EUROPE - Spain experienced its second consecutive year of negative commercial real estate returns in 2009, while Germany and Switzerland remained relatively stable over the same 12-month period, according to Investment Property Databank (IPD).



Total returns in Spain worsened to -9.4% in 2009, following returns of -3.7% 2008, while total returns in Germany and Switzerland were 2.5% and 5.5%, respectively.



The headline result for the IPD Spain Annual Property Index in 2009 was driven by a record negative capital growth of -13.4%, the steepest decline in the index's nine-year history.



Over the past two years, since capital values starting falling, Spain's compounded capital has declined -20.2% to the end of 2009.



IPD said the drivers behind the capital depreciation were yield expansion across the databank's two dominant sectors - retail and offices - and the worsening macro-economic environment.



All three sectors saw a year-on-year deterioration in capital growth, led by the industrial market which fell 18%, followed by offices at -12.9%, with retail close behind at -12.6%.

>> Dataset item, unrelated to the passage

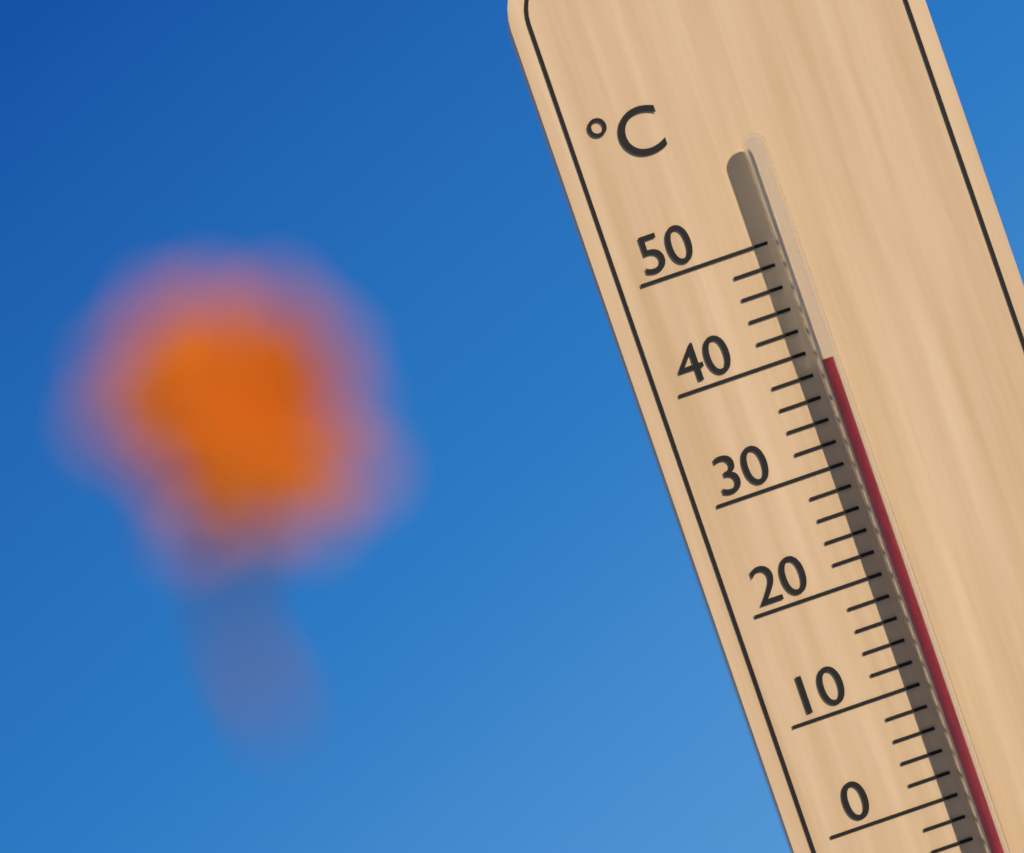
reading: 39 °C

Income returns were resilient at 4.6% across all sectors. But Spanish real estate significantly underperformed the domestic equity market, which returned 38.3%, and bonds, which delivered 4.6% in 2009.



Elsa Galindo, country manager at IPD Spain, said the poor real estate performance was exacerbated by negative economic growth  - GDP retreated to -3.6% in 2009 compared to 0.9% in 2008 - and increasing employment.



"The deterioration of the macro situation trickled down into worsening property fundamentals, resulting in the worst year for Spanish commercial real estate on IPD records," she said.



Meanwhile, the German real estate market suffered its steepest capital depreciation for three years in 2009, albeit at a modest -2.6%, while Switzerland stretched to an eighth consecutive capital growth, to generate a modest 70 basis points.



German capital depreciation in 2009 was driven by the two largest sectors in the index: offices which fell by -2.9%, and retail which fell by -2.9%.



The most significant market deterioration in 2009 came in the industrial sector which fell by -10.1% - marking the first-ever double-digit annual sector capital depreciation in the IPD German Annual Index 14-year history.



However, the influence would have been minimal on the all-property average, given that it represents only 5.9% of the Databank.



The residential sector was the only sector to deliver capital appreciation last year and for the fourth consecutive year, albeit it only just hit 1%.



In Switzerland, the positive capital growth over last year was driven by the retail sector, which delivered 1.5% last year, followed by the residential and office sectors, at 0.6% and 0.4%, respectively.



And for the second consecutive year, the industrial sector delivered capital depreciation of -1%.